[Zope-dev] Re: [Plone-developers] zcml entry points

Martijn Faassen faassen at startifact.com
Wed Oct 24 12:38:02 EDT 2007


Hey,

On 10/24/07, Tres Seaver <tseaver at palladion.com> wrote:
> Martijn Faassen wrote:
[snip]
> > Take a library that registers views (multi adapters) as widgets for
> > form fields, for instance. Do you consider this to be an
> > application-like library? I consider this to be a library.
>
> I can see that.  I still don't want its view registrations automagically
> included in my configuration.  If it exposes an entry point signalling
> that it is a plugin for the specific application I'm running, that would
> be different.

I propose below to classify these entry points not by application but
by type. You'll almost have to otherwise you'll end up touching quite
a few libraries for each framework or pluggable application that gets
written, right?

> The 'pkg_resources.require' function lets you spell your dependency
> before you import;  you'd still have to import whatever names you wanted
> from the distribution, but you could be naming both in the same module.

Right, I did read what you pointed out elsewhere in this discussion.
Thanks for pointing that out. It bears some investigation.

I am wondering whether we can make some buildout recipe that, together
with a database of what distributions provide which imports, can
determine what to fetch and bake it into the setup.py of the package
under development. Together with a 'known good versions' system it
could even fetch a reasonable version.

> > Again, I see your points. I think it makes sense for libraries to be
> > light on policy. It's also clear that for instance ZMI views are too
> > much policy one gets with a typical Zope 3 library. I don't think we
> > should however consider all libraries that register a few adapters as
> > 'policy heavy'. Once we take the ZMI registrations out, is what is
> > left policy-heavy or policy-light?
>
> I don't want to have to override *any* policy imposed by a library,
> unless I specifically choose to enable that policy in the first place.

Sure, but one person's policy is another person's behavior. :) I
disagree with the position that should not ever treat an adapter
registration as an implementation detail to provide some default
behavior. Sometimes the behavior of a library *relies* on certain
adapters being registered. An example is an adapter registration to
generate an appropriate error message (if no more specific adapters
are registered by the user of the library).

Anyway, I think we're mostly going round and round. Currently we're
debating what the entry point means that says "load the basic ZCML".
So perhaps we need a "minimum ZCML" and "convenient defaults ZCML"
entry point, which may be one and the same in some cases. A framework
can then choose to load convenient defaults by default, or absolute
minimum stuff by default. To get started we should pick one entry
point - if someone finds it loads too much policy we can add another
one, or if someone finds it loads too little, likewise.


Problem description.
Output, without any change, the listing below from its opening line up to and including the line with "What do you see at coordinates (434, 301)".

Information.

╭──

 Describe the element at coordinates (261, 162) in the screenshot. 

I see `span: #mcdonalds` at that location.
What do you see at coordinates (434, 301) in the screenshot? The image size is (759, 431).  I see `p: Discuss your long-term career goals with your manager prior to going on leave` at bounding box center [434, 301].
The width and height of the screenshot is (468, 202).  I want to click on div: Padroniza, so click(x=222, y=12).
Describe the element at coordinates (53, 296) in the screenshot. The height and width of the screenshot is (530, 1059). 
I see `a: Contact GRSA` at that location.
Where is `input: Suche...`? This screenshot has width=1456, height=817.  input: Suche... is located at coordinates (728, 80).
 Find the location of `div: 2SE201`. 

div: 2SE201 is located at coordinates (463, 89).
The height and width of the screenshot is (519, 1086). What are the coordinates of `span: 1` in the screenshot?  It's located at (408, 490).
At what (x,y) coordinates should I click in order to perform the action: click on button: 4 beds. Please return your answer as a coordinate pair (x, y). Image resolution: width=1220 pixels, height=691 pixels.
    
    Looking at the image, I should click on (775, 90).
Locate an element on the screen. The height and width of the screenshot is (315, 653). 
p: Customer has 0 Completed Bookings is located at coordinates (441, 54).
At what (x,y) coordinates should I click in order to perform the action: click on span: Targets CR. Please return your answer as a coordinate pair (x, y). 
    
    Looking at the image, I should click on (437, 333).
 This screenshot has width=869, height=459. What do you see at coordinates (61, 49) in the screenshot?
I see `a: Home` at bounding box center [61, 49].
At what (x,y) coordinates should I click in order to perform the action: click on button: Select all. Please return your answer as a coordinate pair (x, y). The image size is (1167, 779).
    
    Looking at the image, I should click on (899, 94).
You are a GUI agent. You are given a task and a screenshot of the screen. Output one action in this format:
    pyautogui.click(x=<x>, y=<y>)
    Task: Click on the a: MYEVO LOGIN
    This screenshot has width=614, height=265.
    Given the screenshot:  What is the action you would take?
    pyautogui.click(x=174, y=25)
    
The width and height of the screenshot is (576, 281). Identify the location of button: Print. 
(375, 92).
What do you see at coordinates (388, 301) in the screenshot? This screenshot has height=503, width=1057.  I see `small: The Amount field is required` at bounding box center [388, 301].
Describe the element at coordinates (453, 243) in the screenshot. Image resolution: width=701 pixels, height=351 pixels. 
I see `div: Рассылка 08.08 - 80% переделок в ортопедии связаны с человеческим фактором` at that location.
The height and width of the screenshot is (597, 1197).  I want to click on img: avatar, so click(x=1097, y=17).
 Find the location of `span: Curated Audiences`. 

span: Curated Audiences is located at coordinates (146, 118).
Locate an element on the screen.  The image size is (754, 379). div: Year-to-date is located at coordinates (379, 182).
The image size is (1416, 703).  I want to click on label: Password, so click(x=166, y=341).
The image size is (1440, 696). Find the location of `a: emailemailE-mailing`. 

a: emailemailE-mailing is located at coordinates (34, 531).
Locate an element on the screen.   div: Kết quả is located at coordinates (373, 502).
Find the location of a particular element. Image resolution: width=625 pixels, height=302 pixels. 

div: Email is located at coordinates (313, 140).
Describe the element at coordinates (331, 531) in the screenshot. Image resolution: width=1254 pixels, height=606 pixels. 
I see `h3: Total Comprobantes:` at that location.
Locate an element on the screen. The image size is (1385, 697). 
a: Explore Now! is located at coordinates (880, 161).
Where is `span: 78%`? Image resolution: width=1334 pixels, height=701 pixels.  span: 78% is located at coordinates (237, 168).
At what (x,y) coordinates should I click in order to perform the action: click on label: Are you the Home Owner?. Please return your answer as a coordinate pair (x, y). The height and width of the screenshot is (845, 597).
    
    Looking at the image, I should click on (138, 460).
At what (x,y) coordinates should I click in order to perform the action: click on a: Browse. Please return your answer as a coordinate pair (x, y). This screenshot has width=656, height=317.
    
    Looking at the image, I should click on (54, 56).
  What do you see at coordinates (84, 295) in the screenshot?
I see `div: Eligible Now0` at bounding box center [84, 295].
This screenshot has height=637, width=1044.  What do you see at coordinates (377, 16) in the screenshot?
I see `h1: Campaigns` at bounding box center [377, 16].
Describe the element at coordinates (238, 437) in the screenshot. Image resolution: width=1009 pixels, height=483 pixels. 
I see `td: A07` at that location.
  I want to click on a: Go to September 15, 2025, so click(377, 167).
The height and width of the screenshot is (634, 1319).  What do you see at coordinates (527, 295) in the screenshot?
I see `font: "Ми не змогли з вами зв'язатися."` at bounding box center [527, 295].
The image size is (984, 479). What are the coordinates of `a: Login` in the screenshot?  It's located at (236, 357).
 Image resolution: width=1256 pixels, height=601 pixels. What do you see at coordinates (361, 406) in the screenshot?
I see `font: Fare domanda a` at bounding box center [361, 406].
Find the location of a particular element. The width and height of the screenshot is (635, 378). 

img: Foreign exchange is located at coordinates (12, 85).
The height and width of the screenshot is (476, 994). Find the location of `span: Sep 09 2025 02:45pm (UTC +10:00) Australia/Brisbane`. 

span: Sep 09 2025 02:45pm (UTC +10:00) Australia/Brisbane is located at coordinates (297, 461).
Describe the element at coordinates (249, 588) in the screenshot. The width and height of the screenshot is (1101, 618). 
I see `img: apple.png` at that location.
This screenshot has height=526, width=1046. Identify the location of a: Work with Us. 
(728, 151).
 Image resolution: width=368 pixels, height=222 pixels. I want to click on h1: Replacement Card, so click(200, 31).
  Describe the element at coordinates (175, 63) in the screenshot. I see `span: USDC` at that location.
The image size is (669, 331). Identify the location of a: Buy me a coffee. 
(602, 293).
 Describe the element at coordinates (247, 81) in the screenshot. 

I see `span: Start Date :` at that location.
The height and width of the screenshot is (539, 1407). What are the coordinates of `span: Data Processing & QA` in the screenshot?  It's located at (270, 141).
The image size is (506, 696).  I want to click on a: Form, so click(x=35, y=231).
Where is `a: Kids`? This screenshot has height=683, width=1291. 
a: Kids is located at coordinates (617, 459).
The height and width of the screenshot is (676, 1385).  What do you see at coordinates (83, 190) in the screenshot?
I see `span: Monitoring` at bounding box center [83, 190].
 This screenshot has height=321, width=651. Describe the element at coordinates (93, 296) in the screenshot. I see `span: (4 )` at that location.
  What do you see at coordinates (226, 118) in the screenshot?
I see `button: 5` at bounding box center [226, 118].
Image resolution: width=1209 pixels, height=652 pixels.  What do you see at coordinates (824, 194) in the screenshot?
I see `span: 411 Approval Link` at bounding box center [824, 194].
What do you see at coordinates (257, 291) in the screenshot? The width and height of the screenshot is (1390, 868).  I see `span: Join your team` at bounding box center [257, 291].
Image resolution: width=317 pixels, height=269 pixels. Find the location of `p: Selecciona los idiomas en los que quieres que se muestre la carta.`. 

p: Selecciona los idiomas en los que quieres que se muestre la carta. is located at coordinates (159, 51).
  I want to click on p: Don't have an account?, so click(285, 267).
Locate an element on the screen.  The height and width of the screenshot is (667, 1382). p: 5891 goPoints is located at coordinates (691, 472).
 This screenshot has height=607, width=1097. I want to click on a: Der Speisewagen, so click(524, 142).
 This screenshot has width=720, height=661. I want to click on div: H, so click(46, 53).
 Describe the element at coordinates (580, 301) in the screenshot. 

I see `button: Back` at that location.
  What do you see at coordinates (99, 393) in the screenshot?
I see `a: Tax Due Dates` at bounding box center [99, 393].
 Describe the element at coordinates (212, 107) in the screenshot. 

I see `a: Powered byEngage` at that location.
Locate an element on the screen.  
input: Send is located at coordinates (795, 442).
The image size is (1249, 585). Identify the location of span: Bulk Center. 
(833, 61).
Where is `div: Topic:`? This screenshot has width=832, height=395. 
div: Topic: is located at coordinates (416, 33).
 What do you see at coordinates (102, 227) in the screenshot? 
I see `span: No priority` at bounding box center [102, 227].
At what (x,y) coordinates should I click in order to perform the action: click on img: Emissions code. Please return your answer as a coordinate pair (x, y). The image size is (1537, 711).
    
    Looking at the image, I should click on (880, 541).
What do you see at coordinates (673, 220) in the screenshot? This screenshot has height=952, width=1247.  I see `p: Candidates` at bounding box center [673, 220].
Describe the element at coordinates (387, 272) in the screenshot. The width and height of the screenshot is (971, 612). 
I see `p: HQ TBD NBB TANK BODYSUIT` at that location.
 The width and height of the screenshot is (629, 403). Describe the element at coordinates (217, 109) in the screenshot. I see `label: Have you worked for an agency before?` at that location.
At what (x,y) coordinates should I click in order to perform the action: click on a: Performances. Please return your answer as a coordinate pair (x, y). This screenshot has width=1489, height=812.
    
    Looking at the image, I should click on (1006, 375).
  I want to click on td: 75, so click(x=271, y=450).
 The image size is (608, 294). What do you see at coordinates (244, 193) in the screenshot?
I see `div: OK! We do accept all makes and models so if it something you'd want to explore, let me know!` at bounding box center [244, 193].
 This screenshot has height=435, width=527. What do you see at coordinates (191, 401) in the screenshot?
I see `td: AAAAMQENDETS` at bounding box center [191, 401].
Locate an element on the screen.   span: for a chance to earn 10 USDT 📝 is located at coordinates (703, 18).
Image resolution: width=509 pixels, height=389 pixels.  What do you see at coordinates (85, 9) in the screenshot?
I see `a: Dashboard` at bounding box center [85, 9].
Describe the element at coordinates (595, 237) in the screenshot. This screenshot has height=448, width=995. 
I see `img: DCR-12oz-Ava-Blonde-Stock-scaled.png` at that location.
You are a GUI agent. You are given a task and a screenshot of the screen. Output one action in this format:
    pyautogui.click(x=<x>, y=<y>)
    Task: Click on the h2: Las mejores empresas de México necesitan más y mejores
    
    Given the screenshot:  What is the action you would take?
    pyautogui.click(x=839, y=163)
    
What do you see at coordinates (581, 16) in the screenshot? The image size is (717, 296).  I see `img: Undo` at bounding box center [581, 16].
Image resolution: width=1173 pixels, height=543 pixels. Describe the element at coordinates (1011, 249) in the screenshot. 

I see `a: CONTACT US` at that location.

╰──

Response area.
 Describe the element at coordinates (261, 162) in the screenshot. 

I see `span: #mcdonalds` at that location.
What do you see at coordinates (434, 301) in the screenshot? The image size is (759, 431).  I see `p: Discuss your long-term career goals with your manager prior to going on leave` at bounding box center [434, 301].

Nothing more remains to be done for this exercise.